The impetus for that speech is Mary, whose full name, Mary Lamb, is an unspeakably tasteless joke to play on a grieving mother at Christmastime. But that indignity turns out to be an honest reflection of the movie’s patronizing, sanctifying attitude toward Mary, a Black woman whose devastation over her son’s death isn’t explored so much as exploited for dramatic and topical effect.

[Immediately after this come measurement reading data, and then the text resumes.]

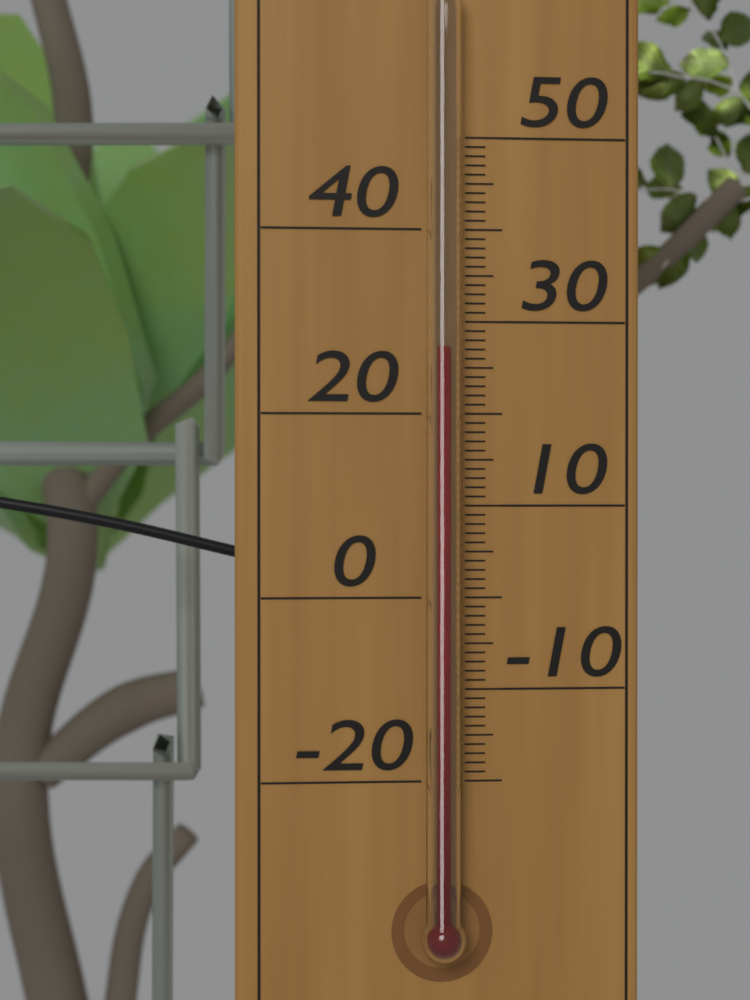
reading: 27 °C
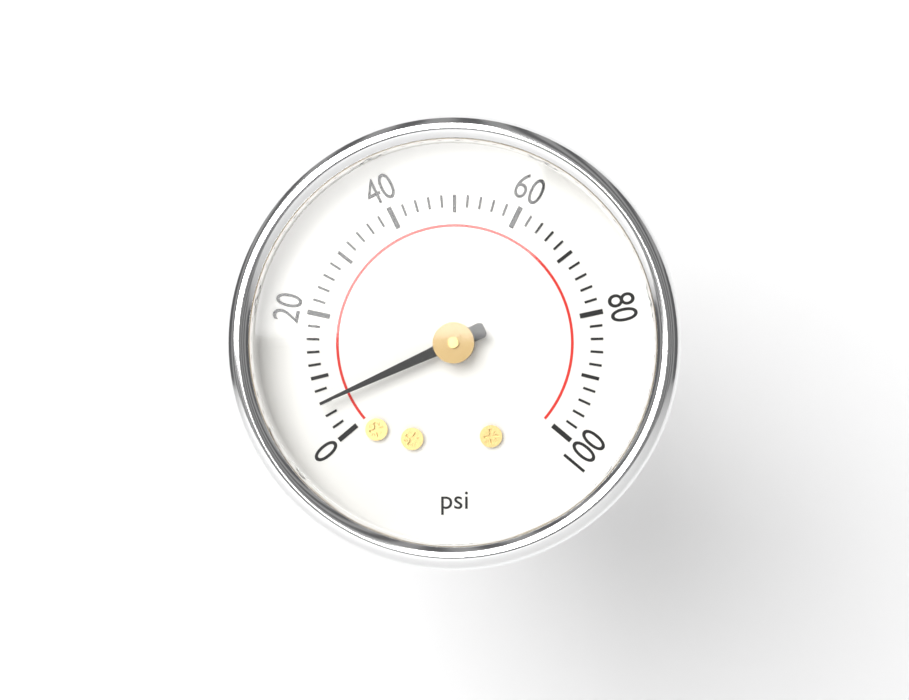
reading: 6 psi
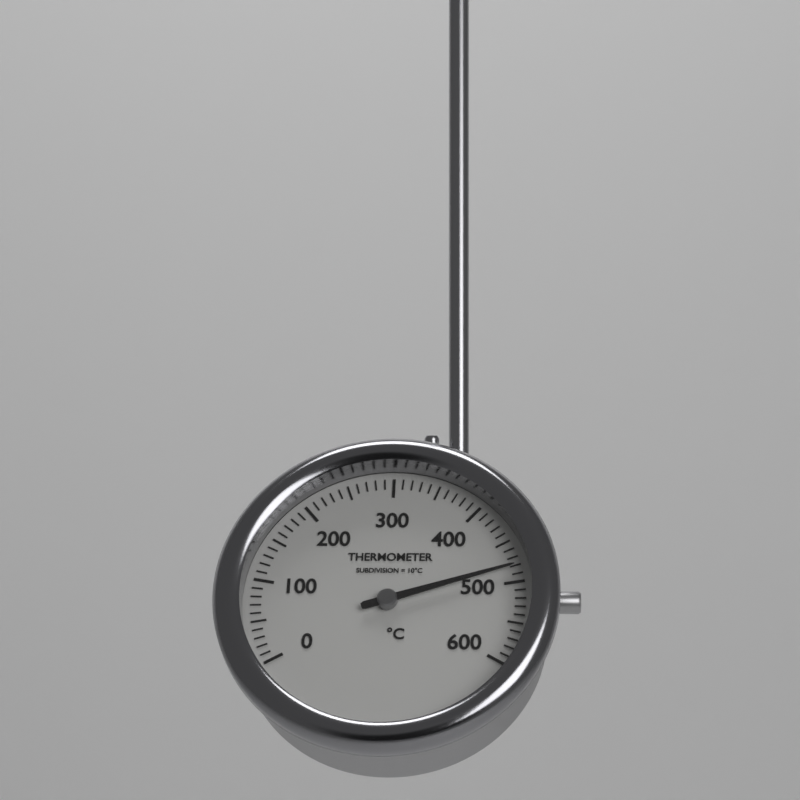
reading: 480 °C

It’s a testament to Randolph’s no-nonsense smarts, heavenly comic timing and bottomless emotional depths that Mary is somehow both the movie’s most under-developed role and its most affecting one; she’s the character you most want to hang out with in a movie that can barely see her apart from her grief. “I don’t need you feeling sorry for me,” Mary tells Paul at one point; she might as well be rebuking the script.

The movie’s best moments are the ones in which Mary and Paul camp out in front of the TV, drinking whiskey and joshing each other well into the wee hours. There’s an unforced, casual-hangout quality to these scenes that otherwise eludes “The Holdovers,” which manages to be both overwritten and underwritten, and in all the wrong places. By the time Paul and Angus utter their umpteenth variation on “You’re insufferable, but you’re not such a bad guy deep down,” you might well be craving some actual, actionable misbehavior, having probably long forgotten why they were supposed to be so insufferable in the first place.

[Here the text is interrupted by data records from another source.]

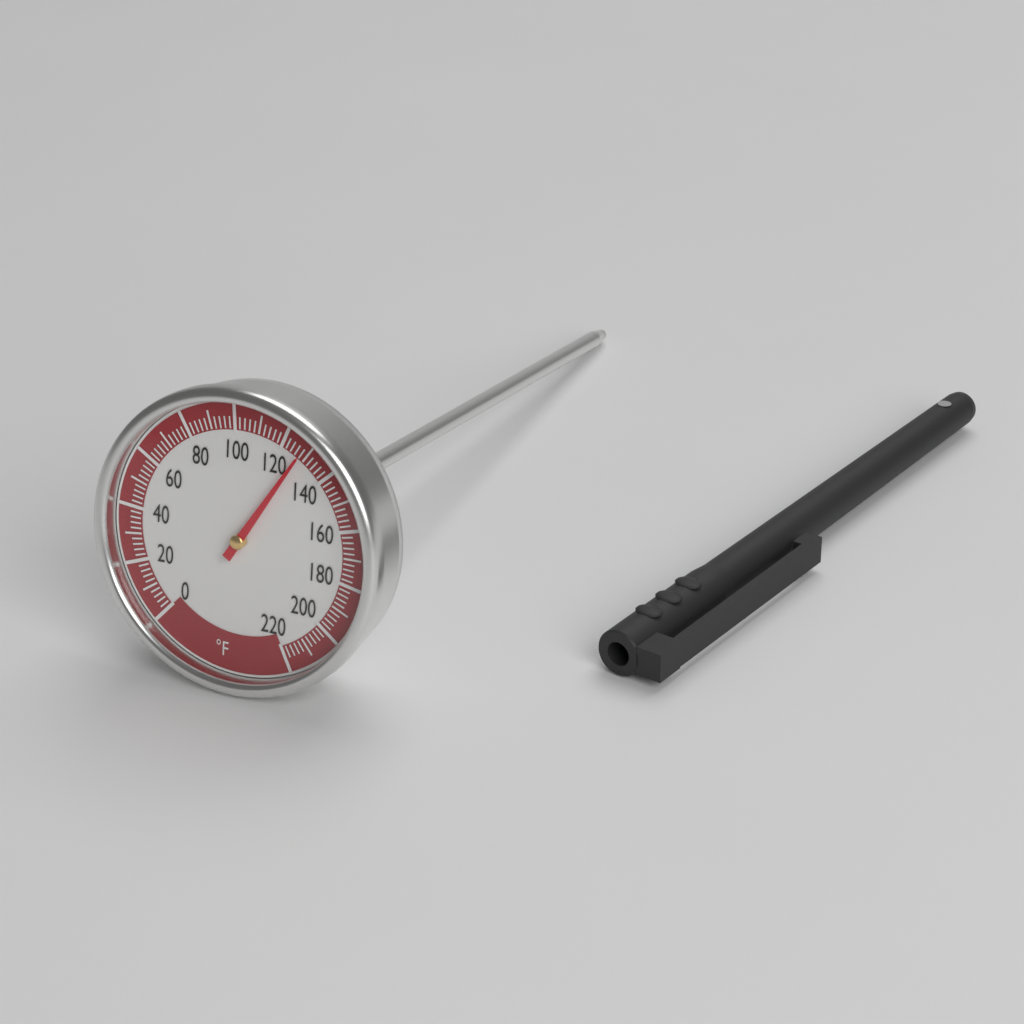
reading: 128 °F
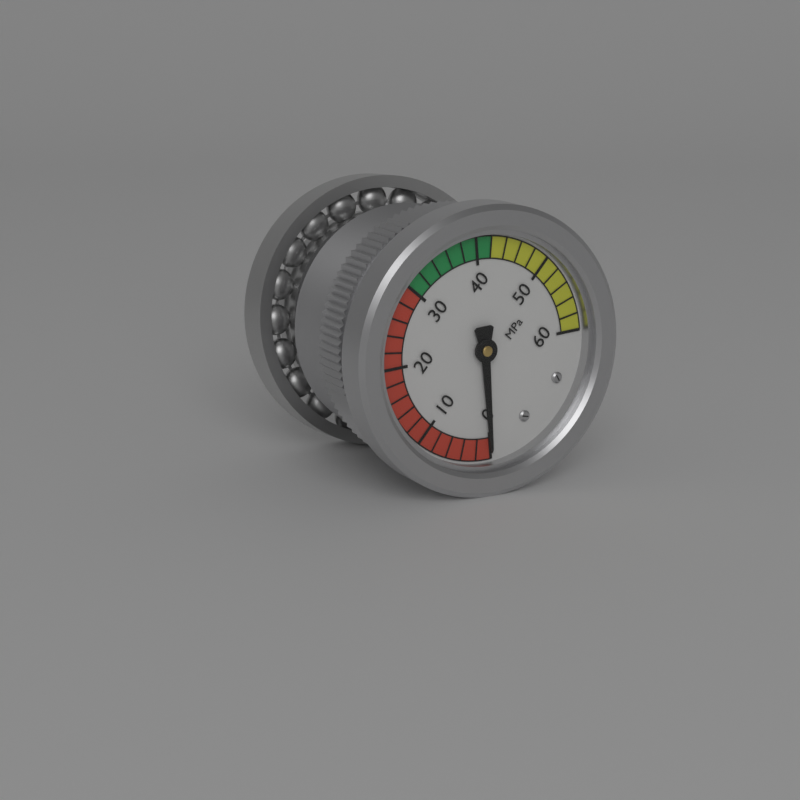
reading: 0 MPa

If Paul and Angus’ mutual loathing is spelled out with grating obviousness, their moments of genuine bonding and fitful reconciliation are too often pushed to the margins or relegated to a glossy acoustic-rock montage. Not for the first time, Payne seems distrustful of, and even embarrassed by, the very feelings he ostensibly means to elicit. What often gets mistaken for restraint in his work — a tear just on the verge of welling up, a voice that almost-but-not-quite cracks with emotion, a moment of near-catharsis suddenly cut off by a cheap jab — reads more as emotional cowardice, a complacency that couldn’t be further removed from the New Hollywood spirit he’s trying to channel.

For all this, “The Holdovers” has been hailed by many as vintage Payne, a welcome comeback after the critical and commercial disappointment of his 2017 science-fiction curio, “Downsizing.” But that movie, for all its missteps, looks increasingly like the noblest of failures, a genuinely nervy, conceptually ambitious folly from which the director has now retreated to this movie’s safer, smugger climes. “The Holdovers” means to send you out of the theater exuding holiday cheer and possibly some renewed faith in humanity, but all that lingers, really, is an overpowering whiff of self-satisfaction. It reeks — not of fish, but of insincerity.